Structural changes in the work environment are crucial .
1. Establish digital communication rules
Clear expectations regarding availability and response times significantly reduce stress.
2. Focus times enable
Time slots without meetings or chat communication promote focused work.
3. Reduce tool complexity
Many organizations are working with too many digital platforms simultaneously.
4. Raise awareness among managers
Healthy working conditions begin with leadership.

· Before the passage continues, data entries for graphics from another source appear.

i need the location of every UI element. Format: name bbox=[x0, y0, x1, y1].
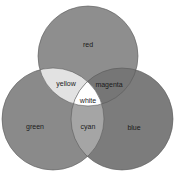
label-red: red bbox=[83, 41, 93, 48]
label-cyan: cyan bbox=[81, 123, 96, 131]
label-white: white bbox=[79, 97, 96, 104]
label-green: green bbox=[26, 123, 44, 131]
label-yellow: yellow bbox=[56, 80, 76, 88]
label-magenta: magenta bbox=[95, 81, 122, 89]
label-blue: blue bbox=[127, 124, 140, 131]
venn-diagram: red green blue yellow magenta cyan white bbox=[0, 0, 175, 174]
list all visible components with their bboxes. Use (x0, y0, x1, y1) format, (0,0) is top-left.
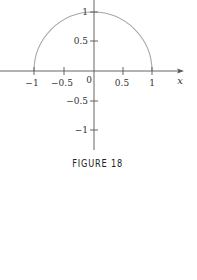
figure-caption: FIGURE 18 (17, 158, 179, 169)
semicircle-curve (34, 12, 152, 71)
y-tick-label: −1 (75, 125, 88, 135)
x-axis-label: x (177, 75, 183, 86)
x-tick-label: −0.5 (51, 78, 73, 88)
semicircle-plot: −1 −0.5 0.5 1 0 x 1 0.5 −0.5 −1 (0, 0, 197, 160)
y-tick-label: 1 (82, 7, 88, 17)
x-tick-label: 0.5 (115, 78, 130, 88)
origin-label: 0 (86, 75, 92, 85)
y-tick-label: 0.5 (74, 36, 89, 46)
y-tick-label: −0.5 (66, 96, 88, 106)
x-tick-label: −1 (25, 78, 38, 88)
x-tick-label: 1 (149, 78, 155, 88)
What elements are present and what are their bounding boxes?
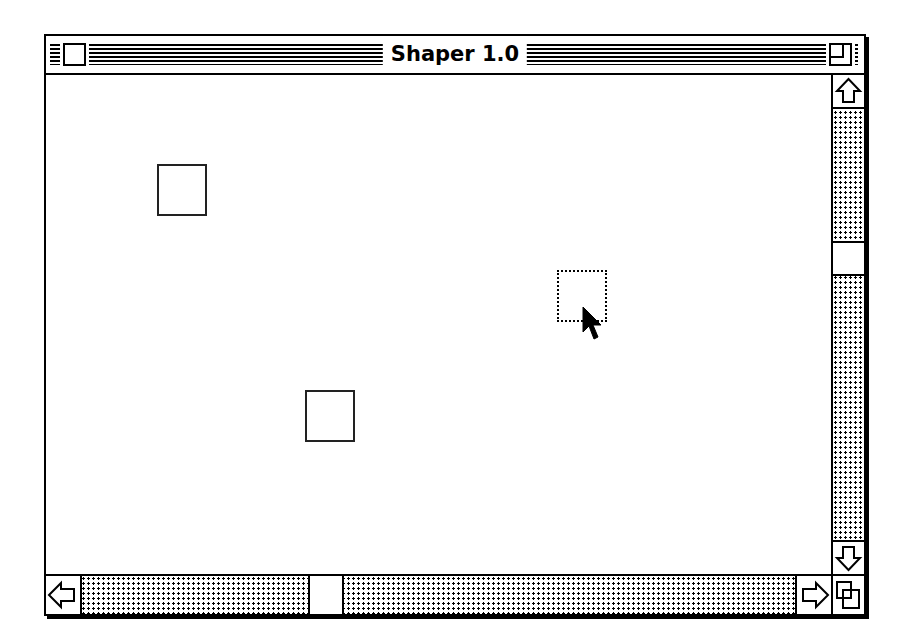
drawing-canvas[interactable]: [46, 75, 831, 574]
scroll-right-button[interactable]: [795, 576, 831, 614]
title-bar[interactable]: Shaper 1.0: [46, 36, 864, 75]
window-title: Shaper 1.0: [383, 40, 527, 69]
scroll-left-button[interactable]: [46, 576, 82, 614]
up-arrow-icon: [833, 75, 864, 107]
size-box-icon: [833, 576, 864, 614]
down-arrow-icon: [833, 542, 864, 574]
zoom-box-icon[interactable]: [829, 43, 852, 66]
left-arrow-icon: [46, 576, 80, 614]
right-arrow-icon: [797, 576, 831, 614]
close-box-icon[interactable]: [63, 43, 86, 66]
scroll-up-button[interactable]: [833, 75, 864, 109]
shaper-window: Shaper 1.0: [44, 34, 866, 616]
horizontal-scroll-thumb[interactable]: [308, 576, 344, 614]
square-shape[interactable]: [305, 390, 355, 442]
arrow-pointer-icon: [582, 306, 604, 344]
square-shape[interactable]: [157, 164, 207, 216]
vertical-scrollbar[interactable]: [831, 75, 864, 574]
size-box[interactable]: [831, 574, 864, 614]
scroll-down-button[interactable]: [833, 540, 864, 574]
vertical-scroll-thumb[interactable]: [833, 241, 864, 276]
horizontal-scrollbar[interactable]: [46, 574, 831, 614]
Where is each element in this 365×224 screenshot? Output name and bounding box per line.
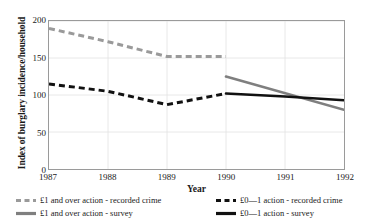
plot-area — [48, 20, 345, 170]
legend-swatch-dashed-black — [216, 196, 236, 205]
x-axis-title: Year — [48, 184, 345, 194]
legend-item-1[interactable]: £0—1 action - recorded crime — [216, 195, 342, 205]
legend-swatch-solid-black — [216, 209, 236, 218]
legend-item-2[interactable]: £1 and over action - survey — [16, 208, 133, 218]
x-tick-1987: 1987 — [23, 172, 73, 183]
legend-label-1: £0—1 action - recorded crime — [240, 195, 342, 205]
legend-label-3: £0—1 action - survey — [240, 208, 314, 218]
series-line-1 — [49, 84, 226, 105]
legend-item-0[interactable]: £1 and over action - recorded crime — [16, 195, 161, 205]
y-tick-200: 200 — [6, 16, 46, 25]
legend-swatch-solid-gray — [16, 209, 36, 218]
x-tick-1991: 1991 — [261, 172, 311, 183]
chart-legend: £1 and over action - recorded crime £0—1… — [16, 195, 356, 221]
x-tick-1992: 1992 — [320, 172, 365, 183]
legend-swatch-dashed-gray — [16, 196, 36, 205]
x-tick-1988: 1988 — [82, 172, 132, 183]
plot-canvas — [49, 21, 344, 169]
legend-item-3[interactable]: £0—1 action - survey — [216, 208, 314, 218]
y-axis-tick-labels: 200 150 100 50 0 — [2, 20, 46, 170]
y-tick-50: 50 — [6, 129, 46, 138]
x-tick-1990: 1990 — [201, 172, 251, 183]
legend-label-2: £1 and over action - survey — [40, 208, 133, 218]
y-tick-100: 100 — [6, 91, 46, 100]
x-tick-1989: 1989 — [142, 172, 192, 183]
burglary-incidence-line-chart: Index of burglary incidence/household 20… — [0, 0, 365, 224]
y-tick-150: 150 — [6, 54, 46, 63]
series-line-0 — [49, 28, 226, 56]
legend-label-0: £1 and over action - recorded crime — [40, 195, 161, 205]
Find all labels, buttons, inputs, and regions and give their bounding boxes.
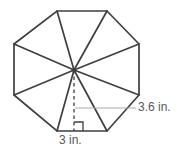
- apothem-length-label: 3.6 in.: [138, 101, 171, 113]
- geometry-figure: 3.6 in. 3 in.: [0, 0, 181, 155]
- side-length-label: 3 in.: [59, 134, 82, 146]
- octagon-diagram: [0, 0, 181, 155]
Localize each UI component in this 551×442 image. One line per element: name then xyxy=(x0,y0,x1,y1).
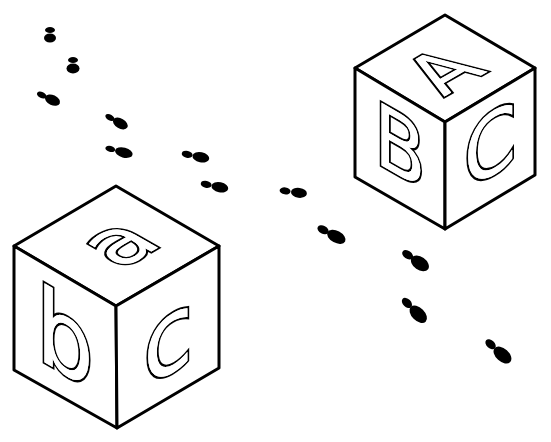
footprint xyxy=(398,294,430,326)
footprint xyxy=(482,335,515,366)
lowercase-block: a a b b c c xyxy=(14,186,219,428)
footprint xyxy=(104,143,134,160)
illustration: A A B B C C a a b b c c xyxy=(0,0,551,442)
footprint xyxy=(44,27,56,43)
footprint xyxy=(35,88,62,108)
footprint xyxy=(67,57,80,74)
uppercase-block: A A B B C C xyxy=(355,15,535,229)
footprint xyxy=(103,111,130,132)
footprint xyxy=(315,222,348,247)
footprint xyxy=(181,148,210,164)
footprint xyxy=(200,178,229,194)
footprint xyxy=(279,185,308,199)
footprint xyxy=(399,246,432,274)
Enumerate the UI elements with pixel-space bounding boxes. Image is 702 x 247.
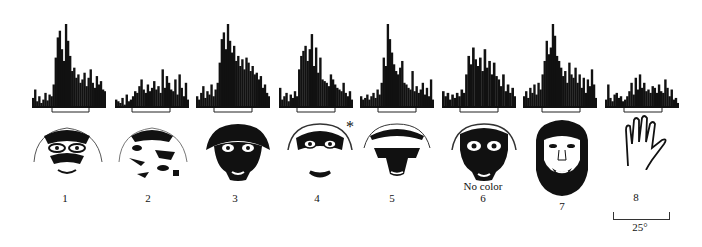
panel-label-2: 2 [145, 192, 151, 204]
panel-label-4: 4 [314, 192, 320, 204]
scale-bar [613, 212, 670, 220]
histogram-4 [279, 12, 353, 116]
panel-label-8: 8 [633, 191, 639, 203]
histogram-8 [605, 12, 679, 116]
scale-bar-label: 25° [632, 221, 647, 233]
panel-label-6: 6 [480, 192, 486, 204]
panel-label-7: 7 [559, 200, 565, 212]
stimulus-1-monkey-face [30, 122, 104, 184]
histogram-2 [115, 12, 189, 116]
panel-label-3: 3 [232, 192, 238, 204]
histogram-7 [523, 12, 597, 116]
stimulus-6-face-no-color [448, 120, 520, 186]
stimulus-7-human-face [532, 116, 592, 202]
panel-label-1: 1 [62, 192, 68, 204]
histogram-1 [32, 12, 106, 116]
stimulus-3-high-contrast-face [202, 120, 274, 186]
histogram-6 [442, 12, 516, 116]
stimulus-2-scrambled-face [115, 122, 189, 184]
stimulus-5-face-no-eyes [360, 120, 434, 186]
asterisk-marker: * [346, 118, 354, 136]
panel-sublabel-6: No color [464, 180, 503, 192]
histogram-3 [196, 12, 270, 116]
stimulus-8-hand [620, 114, 672, 174]
panel-label-5: 5 [389, 192, 395, 204]
histogram-5 [360, 12, 434, 116]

Leaders play a crucial role in determining whether burnout is allowed to become visible.
You can find more information on leadership and mental health in my article:
Healthy working in the digital age requires new skills.
Digital technologies will not disappear – on the contrary.
With AI tools, remote work, and global collaboration, digital communication will continue to increase.
For healthy working conditions to be successful in the long term, organizations need new skills:
digital self-guide
clear communication structures
conscious handling of mental load
psychologically safe work cultures
Only when these factors work together can digitalization fulfill its true promise:
Increase productivity – without exhausting people.
Conclusion: Digital exhaustion is a leadership challenge
Digital exhaustion is not an individual problem of individual employees.
It is an organizational issue – and therefore also a leadership task .
Companies that actively promote healthy working conditions benefit in several ways:
higher performance
stronger employee retention
lower risk of burnout
The future of work will be digital.
The crucial question is therefore not whether we work digitally , but how healthily we do it .
Digital technologies will continue to change our working world – faster than many organizations can adapt their work culture.
The crucial question is therefore no longer whether digital pollution will occur, but rather:
How consciously we deal with it.
Companies that actively promote healthy working conditions are currently addressing questions such as:
How can we reduce mental load in everyday work?
How do we create psychological safety in teams?
How can leaders actively promote mental health?
These are precisely the topics I work on with organizations.
In my keynotes and workshops on Mental Health at Work, I show how companies can recognize digital overload, develop healthy work cultures, and empower leaders for the future of work.
If you would like to bring this topic into your company, you can find more information here:
💭 Reflection questions to take away:
How often do you or your team experience workdays where digital communication permanently interrupts focused work?
What unspoken expectations regarding availability exist in your company – and how do they affect healthy working practices?
How safe do employees in your organization feel about openly discussing overload or mental load?
These questions can be a first step towards making digital exhaustion visible – and actively shaping healthy working practices.
Frequently Asked Questions about Digital Exhaustion (FAQ)
What is digital exhaustion?
Digital exhaustion describes a mental and emotional overload that arises from the intensive use of digital technologies in everyday work.
What causes digital stress at work?
The most common causes include information overload, multitasking, constant availability, and high communication density.
How can companies reduce digital exhaustion?
Important measures include clear communication rules, focus times for concentrated work, less tool complexity, and a culture of psychological safety.